As a physician, my particular interest lies in the essential dimensions of human health. I see my vocation as one that serves humanity by helping individuals to flourish in tending to multiple dimensions of their health: physical, psychological, spiritual. However, my years as a doctor in the United States have taught me that the healthcare system implicitly prioritizes some aspects of health over others, and that some groups of individuals, usually those of minority backgrounds, receive poor-quality healthcare. This demands remedy, and therefore my project sought to identify, from an Islamic perspective, the essential aspects of life that we are morally obligated to protect. In other words: what are the minimal goods that Islam demands we deliver so that human life, in a universal sense, is preserved and protected? My reading of Islamic theology and law suggests that human life must be preserved before it can be enhanced; that the integral needs for living must be protected before we concern ourselves with human flourishing.
To answer this question, I explored a genre of Islamic law called the maqāṣid al-Sharīʿah, the higher objectives of Islamic law. Islamic theologians hold that Islamic law reflects God’s intents, and that God’s intent in legislating in turn reflects a human interest either in this life or the next. Hence these intents, the maqāṣid al-Sharīʿah, are grounded in the Islamic scriptures, inductively derived, and enumerated in somewhat different configurations by classical and contemporary Islamic scholars. Two of these overarching higher objectives of Islamic law are the preservation of human life and the preservation of intellect. My project sought to identify the essential components of these objectives in order to postulate a conception of human health that Islam holds humankind morally responsible for protecting.

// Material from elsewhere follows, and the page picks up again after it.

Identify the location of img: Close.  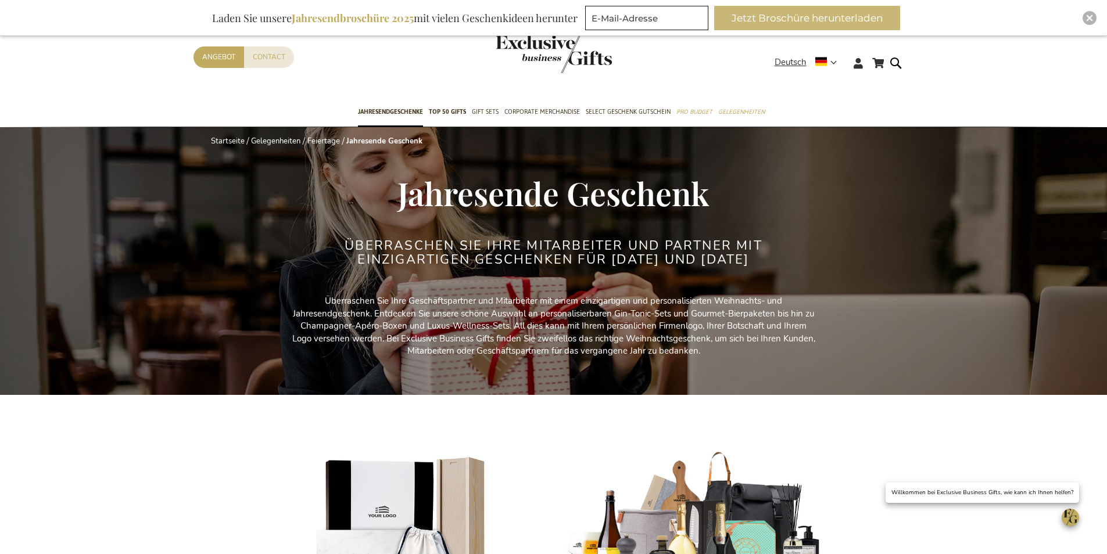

I examined the writings of two maqāṣid al-Sharīʿah theoreticians to uncover their understandings of the essential aspects of the higher objectives of preserving human life and intellect. The 14th century Sunni legal theorist and scholar of the Maliki school Abū Ishāq al-Shāṭibī establishes three ways through which the preservation of life (ḥifẓ an-nafs) can be actualized through Islamic law. First, the legitimacy of procreation must be established, thereby setting the foundations for life to be “produced”. Second, life must be maintained through the provision of food and drink. Third, the provision of clothing and shelter ensures human survival from external threats. Finally, ḥifẓ an-nafs also involves criminalizing the taking of life. With respect to the essential aspect of the preservation of intellect (ḥifẓ al-`aql) al-Shāṭibī suggests that this involves refraining from intoxicants, as evidenced in the Qur’anic prohibition of drinking and of prayer while intoxicated.

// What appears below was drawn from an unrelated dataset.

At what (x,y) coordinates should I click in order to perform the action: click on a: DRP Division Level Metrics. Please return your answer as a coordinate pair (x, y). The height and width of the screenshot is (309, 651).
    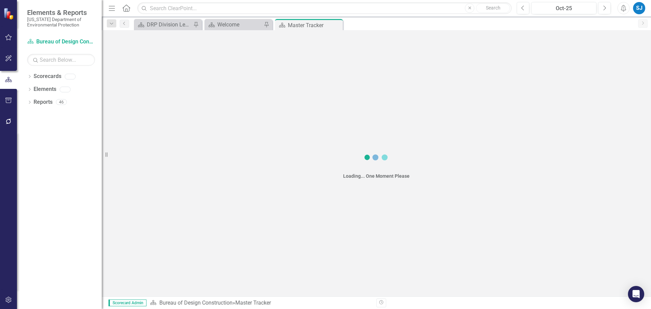
    Looking at the image, I should click on (163, 24).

The contemporary Islamic legal theorist Gamal Eldin Attia embellishes al-Shāṭibī’s conceptions by noting that the provision of security is essential to preserving life, as without security, the taking of life might become rampant. Attia also states that the preservation of life also demands a measure of healthcare services for infectious diseases and disasters can threaten humanity in general. Furthermore he notes that some aspects of healthcare are needed because harm to some parts of the body significantly reduces the ability of an individual to benefit from his/her life. With respect to the preservation of intellect, Attia renames this objective to the “consideration of the mind” and holds that it encompasses (i) development of the mind through scientific education, building of academies and institutions that support learning and instruction, (ii) preservation of the mind via refraining from intoxicants and untoward cultural influences, and (iii) utilization of the mind through acts of intellectual worship.

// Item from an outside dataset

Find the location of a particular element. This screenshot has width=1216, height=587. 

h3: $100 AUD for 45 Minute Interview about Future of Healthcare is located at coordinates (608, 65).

What vision for the essentials of life do we see from these models? Returning to the core question that motivated this research, it appears that both models (and in turn Islamic theology and law) hold that food security, the provision of shelter and clothing, and penal repercussions for life-taking are requisite conditions needed for human life to be preserved (in a universal sense). Attia would add that healthcare services should be provided so that mortal dangers are protected against, while al-Shāṭibī’s framework holds reproductive health to be an essential good required for the preservation of life as well. One can visualize a person who has the essential aspects of health to be a minimally-nourished, clothed individual who has his/her procreative capacity intact, who is free from drug and alcohol addiction and mind control, who has access to education, and who resides in a dwelling that protects him/her from the elements and within a community safe from murder and assault. This is the minimal level of what we as a human community are morally responsible for ensuring that every individual has access to. In my view, from an Islamic vantage-point, when all of us have these essential (minimal) living conditions preserved, human life will be enhanced.